The Israeli Cabinet decided on Saturday night to unilaterally end its 21-day war against Islamic militants in Gaza as of 2 a.m. Sunday, bringing an end to a conflict that has left more than 1,200 Palestinians and 13 Israelis dead.
On Sunday, just hours after the Israeli statement, Hamas announced that it too was declaring a weeklong cease-fire while also demanding that Israeli troops withdraw from Gaza within the week.
After holding talks with European leaders in Jerusalem on Sunday, Israeli Prime Minister Ehud Olmert said, “We don’t want to stay in Gaza, and we intend to leave as soon as possible.”
Both sides traded shots after their separate announcements, but Gaza residents say the cease-fire seems to be gaining strength, and Palestinians have emerged from their refuges to assess the damage of Israel’s three-week-long air and land assault against Hamas in Gaza.
Olmert told newsmen after the Saturday-night Cabinet meeting, “All of our goals have been achieved successfully. Hamas was beaten.” He added, “If Hamas decides to keep shooting, we’re ready to strike back forcefully.” (See TIME’s photos of the violence in the Middle East.)
Israel was facing rising international outrage over its Gaza offensive, in which, according to Palestinian health workers, nearly one-third of those killed were women and children. In trying to root out Hamas fighters, Israel subjected the Gaza Strip, which teems with more than 1.5 million Palestinians, to scorching fire from aircraft, naval gunships, artillery, tanks and troops backed by helicopter gunships.
The Cabinet sources told TIME there will be an interim period “to allow the dust to settle and see how Hamas reacts” before Israel decides to pull out its troops.
Ending the fighting now allows Israel to boast that it has hammered Hamas and restored the Jewish state’s military might in the region, which was tarnished by its inconclusive war in 2006 against Hizballah fighters in Lebanon. Israel is also satisfied by promises made by the U.S. and Europeans to provide technical assistance that will supposedly help the Egyptians stop the flow of weapons through smugglers’ tunnels to Hamas in Gaza. The U.S. pledged on Friday to help stem the international traffic of arms from Iran and other suppliers to Gaza.
But a cease-fire without Hamas and Israel’s mutual consent may be the most temporary of Band-Aids. Inevitably, Hamas claimed that despite the devastation its fight with Israel has wreaked on Gaza, the best the Israelis could do was to slow — but not stop — the barrage of rockets arcing out of Gaza. Hamas’ Gaza leader Ismail Haniyeh claimed a “popular victory” over Israel. Up until the last minute before Israel declared its cease-fire, Hamas was firing rockets. Five hit the ports of Ashkelon and Ashdod as well as the inland towns of Beersheba and Sderot. And unless Hamas is obliged by Egypt and other Arab states to sign a truce with Israel, rather than following Israel’s example of declaring its own, it may be only days or weeks before the Islamists or any of the myriad militant groups in Gaza decide to take revenge for the Israeli assault and again start firing rockets into southern Israel. And that, judging from Olmert’s warning, would result in Israel again pummeling Gaza.
By declaring a unilateral cease-fire, Israel can argue that it is not legitimizing Hamas, which it considers to be a gang of terrorists. But even though a few of Hamas’ leaders have been killed, along with hundreds of its fighters, Israel cannot pretend that Hamas no longer exists. Even beaten and bloodied, Hamas is still a force to contend with among Palestinians.
The Gaza conflict has raised Hamas’ stature in the Arab world and, more important, among Palestinians. In Arab eyes, Hamas is made up of plucky champions — David fighting the Israeli Goliath with homemade rockets instead of a slingshot — while Israel sees Hamas as killers who hide behind their civilians and who are willing to sacrifice them for propaganda triumphs. But if Israel insists on imposing the same punitive sanctions it kept on Gaza’s 1.5 million people before this war, it will only strengthen Hamas and fan the Palestinians’ hatred toward Israel.
A unilateral cease-fire practically guarantees that Israel and Hamas are destined for another bloody brawl. And once again, the victims will be the Palestinian civilians whose streets and homes in Gaza are turned into a battleground.
With so much blood spilled in Gaza, it will be difficult for Israel to gauge the proper response to another provocation by Hamas. What will happen once the cease-fire begins without Hamas? If a rocket is fired from Gaza and lands in a crowded Israeli schoolyard, what then? How will Israel respond? There is not much left in Gaza to destroy.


■ EXERCISE DIRECTIONS
All that is needed is every line of the listing below that has "plot".

■ TASK MATERIAL
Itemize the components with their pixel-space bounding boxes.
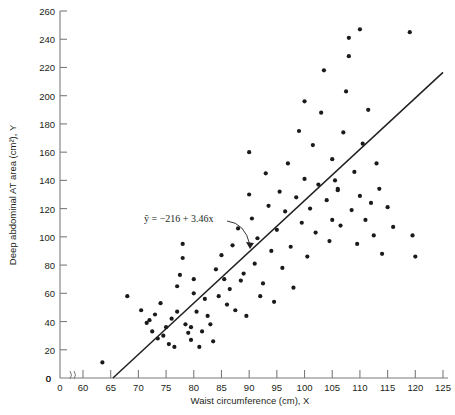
data-point — [413, 255, 417, 259]
data-point — [311, 143, 315, 147]
data-point — [358, 27, 362, 31]
data-point — [410, 233, 414, 237]
data-point — [217, 294, 221, 298]
data-point — [333, 178, 337, 182]
x-tick-label: 95 — [272, 382, 283, 393]
data-point — [172, 345, 176, 349]
data-point — [341, 130, 345, 134]
data-point — [147, 318, 151, 322]
data-point — [253, 262, 257, 266]
data-point — [228, 287, 232, 291]
data-point — [372, 233, 376, 237]
data-point — [247, 192, 251, 196]
data-point — [291, 286, 295, 290]
data-point — [280, 266, 284, 270]
data-point — [286, 161, 290, 165]
data-point — [100, 360, 104, 364]
data-point — [338, 223, 342, 227]
data-point — [355, 242, 359, 246]
data-point — [175, 284, 179, 288]
y-tick-label: 80 — [44, 260, 55, 271]
data-point — [302, 177, 306, 181]
data-point — [153, 312, 157, 316]
data-point — [255, 236, 259, 240]
data-point — [194, 310, 198, 314]
data-point — [322, 68, 326, 72]
data-point — [139, 308, 143, 312]
data-point — [175, 310, 179, 314]
data-point — [325, 198, 329, 202]
data-point — [189, 338, 193, 342]
data-point — [330, 157, 334, 161]
data-point — [150, 329, 154, 333]
data-point — [289, 245, 293, 249]
data-point — [203, 297, 207, 301]
y-tick-label: 200 — [39, 91, 55, 102]
plot-canvas: 020406080100120140160180200220240260 060… — [0, 0, 455, 415]
data-point — [269, 249, 273, 253]
x-tick-label: 115 — [380, 382, 395, 393]
data-point — [347, 36, 351, 40]
data-point — [344, 89, 348, 93]
data-point — [192, 291, 196, 295]
data-point — [222, 277, 226, 281]
data-point — [264, 171, 268, 175]
y-tick-label: 160 — [39, 147, 55, 158]
x-axis-ticks: 06065707580859095100105110115120125 — [57, 370, 451, 393]
data-point — [189, 325, 193, 329]
data-point — [319, 111, 323, 115]
data-point — [197, 345, 201, 349]
y-tick-label: 240 — [39, 34, 55, 45]
data-point — [377, 187, 381, 191]
data-point — [294, 195, 298, 199]
data-point — [336, 187, 340, 191]
y-tick-label: 20 — [44, 345, 55, 356]
data-point — [242, 271, 246, 275]
data-point — [261, 281, 265, 285]
data-point — [214, 267, 218, 271]
x-tick-label: 90 — [244, 382, 255, 393]
y-axis-ticks: 020406080100120140160180200220240260 — [39, 6, 67, 384]
y-tick-label: 220 — [39, 62, 55, 73]
y-tick-label: 40 — [44, 317, 55, 328]
regression-equation-label: ŷ = −216 + 3.46x — [144, 213, 213, 224]
data-point — [366, 108, 370, 112]
data-point — [211, 339, 215, 343]
data-point — [374, 161, 378, 165]
data-point — [230, 243, 234, 247]
data-point — [314, 231, 318, 235]
data-point — [247, 150, 251, 154]
y-axis-origin-label: 0 — [46, 373, 51, 384]
data-point — [125, 294, 129, 298]
x-tick-label: 60 — [78, 382, 89, 393]
data-point — [272, 300, 276, 304]
data-point — [239, 279, 243, 283]
x-tick-label: 85 — [216, 382, 227, 393]
y-tick-label: 180 — [39, 119, 55, 130]
data-point — [297, 129, 301, 133]
data-point — [347, 54, 351, 58]
x-tick-label: 80 — [188, 382, 199, 393]
data-point — [236, 226, 240, 230]
y-tick-label: 120 — [39, 204, 55, 215]
data-point — [167, 342, 171, 346]
y-tick-label: 140 — [39, 175, 55, 186]
data-point — [408, 30, 412, 34]
data-point — [219, 253, 223, 257]
y-tick-label: 100 — [39, 232, 55, 243]
scatter-plot-figure: 020406080100120140160180200220240260 060… — [0, 0, 455, 415]
x-tick-label: 75 — [161, 382, 172, 393]
x-tick-label: 70 — [133, 382, 144, 393]
data-point — [225, 303, 229, 307]
data-point — [161, 334, 165, 338]
data-point — [170, 317, 174, 321]
data-point — [278, 190, 282, 194]
data-point — [369, 201, 373, 205]
data-point — [181, 256, 185, 260]
data-point — [391, 225, 395, 229]
x-axis-title: Waist circumference (cm), X — [191, 395, 311, 406]
data-point — [186, 331, 190, 335]
y-tick-label: 60 — [44, 288, 55, 299]
x-tick-label: 110 — [352, 382, 367, 393]
data-point — [178, 273, 182, 277]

■ TASK ANSWER
plot-canvas: 020406080100120140160180200220240260 060… — [0, 0, 455, 415]
scatter-plot-figure: 020406080100120140160180200220240260 060… — [0, 0, 455, 415]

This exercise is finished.